Earlier this year a box set based around the pre-Charisma The Aerosol Grey Machine recordings also came out on Esoteric to deserved acclaim. Four star review from RNR magazine below:
The Aerosol Grey Machine: 50th Anniversary Edition
(ESOTERIC RECORDINGS) http://www.cherryred.co.uk
The Aerosol Grey Machine, recorded in summer 1969, was conceived as a Peter Hammill solo record, but released in the USA as a Van Der Graaf Generator album. It only surfaced in the UK on import; Charisma’s release of The Least We Can Do Is Wave To Each Other in February 1970 rightly overshadowed it.
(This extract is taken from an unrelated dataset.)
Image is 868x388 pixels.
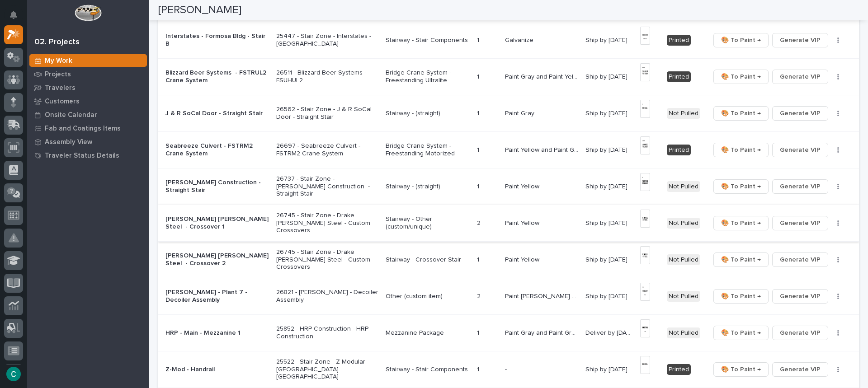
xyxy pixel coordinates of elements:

Featuring the classic quartet bar David Jackson; keyboards prominent, no sax, flute from the mysterious Jeff Peach, and bass from Keith Ellis; it’s close to the fully-formed entity. Songs like ‘Octopus’ and ‘Orthenthian Street’ aspire to the rage and glory of the band’s pomp.
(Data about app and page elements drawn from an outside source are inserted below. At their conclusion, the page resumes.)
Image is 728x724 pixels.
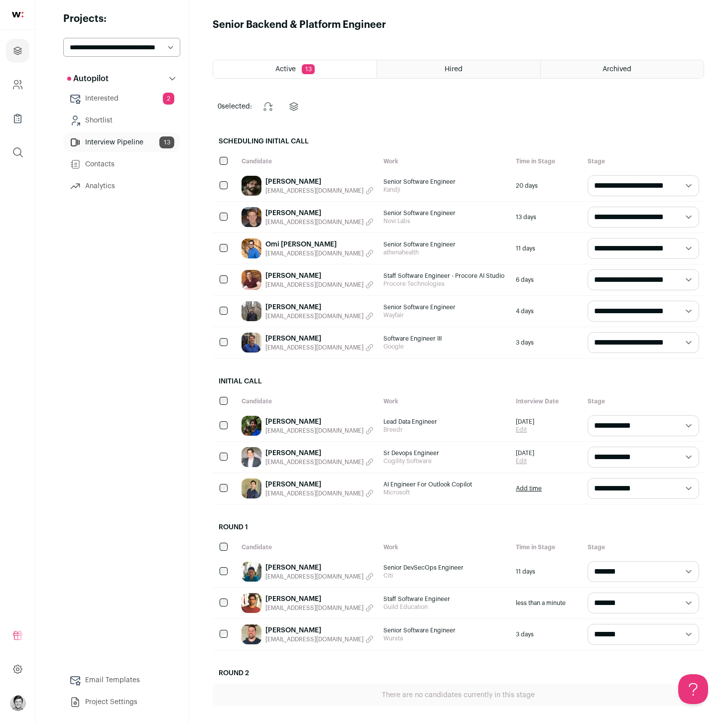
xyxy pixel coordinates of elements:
[266,343,373,351] button: [EMAIL_ADDRESS][DOMAIN_NAME]
[266,635,363,644] span: [EMAIL_ADDRESS][DOMAIN_NAME]
[266,458,373,466] button: [EMAIL_ADDRESS][DOMAIN_NAME]
[266,489,373,497] button: [EMAIL_ADDRESS][DOMAIN_NAME]
[266,334,373,343] a: [PERSON_NAME]
[302,64,314,74] span: 13
[377,60,540,78] a: Hired
[266,480,373,489] a: [PERSON_NAME]
[212,684,704,706] div: There are no candidates currently in this stage
[237,152,378,170] div: Candidate
[266,489,363,497] span: [EMAIL_ADDRESS][DOMAIN_NAME]
[511,233,583,264] div: 11 days
[383,480,506,489] span: AI Engineer For Outlook Copilot
[383,564,506,572] span: Senior DevSecOps Engineer
[383,241,506,249] span: Senior Software Engineer
[541,60,703,78] a: Archived
[241,625,261,644] img: f9e8287764b3c5e2d007bb81fa8ad4f4b18372e47b834e41d9191db1f650b4e8
[378,392,511,410] div: Work
[266,563,373,573] a: [PERSON_NAME]
[516,418,534,426] span: [DATE]
[266,604,373,612] button: [EMAIL_ADDRESS][DOMAIN_NAME]
[266,218,363,226] span: [EMAIL_ADDRESS][DOMAIN_NAME]
[383,489,506,497] span: Microsoft
[383,272,506,280] span: Staff Software Engineer - Procore AI Studio
[583,538,704,556] div: Stage
[6,72,30,97] a: Company and ATS Settings
[383,178,506,186] span: Senior Software Engineer
[511,328,583,358] div: 3 days
[266,249,363,258] span: [EMAIL_ADDRESS][DOMAIN_NAME]
[511,587,583,619] div: less than a minute
[266,302,373,312] a: [PERSON_NAME]
[159,137,174,149] span: 13
[63,89,180,109] a: Interested2
[383,186,506,194] span: Kandji
[266,427,363,435] span: [EMAIL_ADDRESS][DOMAIN_NAME]
[266,187,363,195] span: [EMAIL_ADDRESS][DOMAIN_NAME]
[241,238,261,259] img: 4cffe31604a09c0e59a8d0bbdd3aaaa49da5605d0a4ec6f56c84abbf6768f264.jpg
[583,152,704,170] div: Stage
[266,208,373,218] a: [PERSON_NAME]
[241,562,261,581] img: c9bb5fd76d1151a2c7c5549cfda27f792b7a858f280dc2186001bfe78eea93fe.jpg
[241,479,261,499] img: c38c362cecf1b7d79f47e0838a0bf10c1a70020156f9dfa1120c85d38138d192.jpg
[241,301,261,321] img: 66c615ad8f8c52720887172aa8051a470d6da2ab1e2755737915b3745849c483
[603,66,631,72] span: Archived
[266,635,373,644] button: [EMAIL_ADDRESS][DOMAIN_NAME]
[511,170,583,202] div: 20 days
[266,280,363,289] span: [EMAIL_ADDRESS][DOMAIN_NAME]
[241,447,261,467] img: 6b5cc87d73a16f727e7c633e340977e24d256261eaddd4da0e11863fab28e223.jpg
[511,392,583,410] div: Interview Date
[511,538,583,556] div: Time in Stage
[383,572,506,579] span: Citi
[383,210,506,217] span: Senior Software Engineer
[241,176,261,196] img: 2259e90e3bf56adfee9a62b7a585ca8916d5bee1d02f5c83bd24bdfe62f5430b
[266,312,363,320] span: [EMAIL_ADDRESS][DOMAIN_NAME]
[511,265,583,295] div: 6 days
[63,176,180,196] a: Analytics
[511,202,583,233] div: 13 days
[266,271,373,280] a: [PERSON_NAME]
[63,154,180,174] a: Contacts
[511,296,583,327] div: 4 days
[516,450,534,457] span: [DATE]
[266,218,373,226] button: [EMAIL_ADDRESS][DOMAIN_NAME]
[383,217,506,225] span: Novi Labs
[511,152,583,170] div: Time in Stage
[516,426,534,434] a: Edit
[63,111,180,131] a: Shortlist
[266,573,373,581] button: [EMAIL_ADDRESS][DOMAIN_NAME]
[212,371,704,392] h2: Initial Call
[162,93,174,105] span: 2
[266,594,373,604] a: [PERSON_NAME]
[378,538,511,556] div: Work
[212,18,386,32] h1: Senior Backend & Platform Engineer
[237,392,378,410] div: Candidate
[237,538,378,556] div: Candidate
[241,207,261,227] img: 823258bd14c98ab5685881b57d0ff21cad77b072998e9447866c241e335a0336
[266,249,373,258] button: [EMAIL_ADDRESS][DOMAIN_NAME]
[266,604,363,612] span: [EMAIL_ADDRESS][DOMAIN_NAME]
[678,674,707,704] iframe: Help Scout Beacon - Open
[445,66,462,72] span: Hired
[383,249,506,257] span: athenahealth
[383,457,506,465] span: Cogility Software
[241,593,261,613] img: febbe1580418196181e1f719c83cd97fa71e766d7c38fe10fa7f4034c359bccd.jpg
[266,312,373,320] button: [EMAIL_ADDRESS][DOMAIN_NAME]
[212,131,704,152] h2: Scheduling Initial Call
[266,427,373,435] button: [EMAIL_ADDRESS][DOMAIN_NAME]
[12,12,24,17] img: wellfound-shorthand-0d5821cbd27db2630d0214b213865d53afaa358527fdda9d0ea32b1df1b89c2c.svg
[383,418,506,426] span: Lead Data Engineer
[266,176,373,187] a: [PERSON_NAME]
[383,335,506,342] span: Software Engineer III
[383,303,506,312] span: Senior Software Engineer
[212,516,704,538] h2: Round 1
[266,343,363,351] span: [EMAIL_ADDRESS][DOMAIN_NAME]
[67,72,108,85] p: Autopilot
[266,187,373,195] button: [EMAIL_ADDRESS][DOMAIN_NAME]
[266,417,373,427] a: [PERSON_NAME]
[511,556,583,587] div: 11 days
[383,627,506,634] span: Senior Software Engineer
[266,239,373,249] a: Omi [PERSON_NAME]
[583,392,704,410] div: Stage
[217,103,221,110] span: 0
[383,426,506,434] span: Breedr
At twenty both Hammill’s singing and poetic voices are in place; tone already precise and clear, even when embroiled in a maelstrom of emotion. The melancholic nostalgia which achieved full ripeness in ‘Refugees’ already taken hold; witness ‘Afterwards’ – as striking an opener as ‘Darkness (11/11)’ would be a year later – and ‘Running Back’.
This deluxe make-over comprises two CDs, vinyl album in rediscovered gate-fold sleeve, seven-inch single, and book; the nine tracks of the original album, two out-takes, Peel session from November 1968, and the swiftly-withdrawn Polydor single reimagined. Freshly discovered are two demos from 1967; ‘Firebrand’ and ‘Sunshine’.
Van Der Graaf Generator were always far beyond ‘prog’, emanating intellectual rigour, seriousness and wit. The Aerosol Grey Machine may be the work of a band-in-progress but others would kill to have made such at the height of their powers.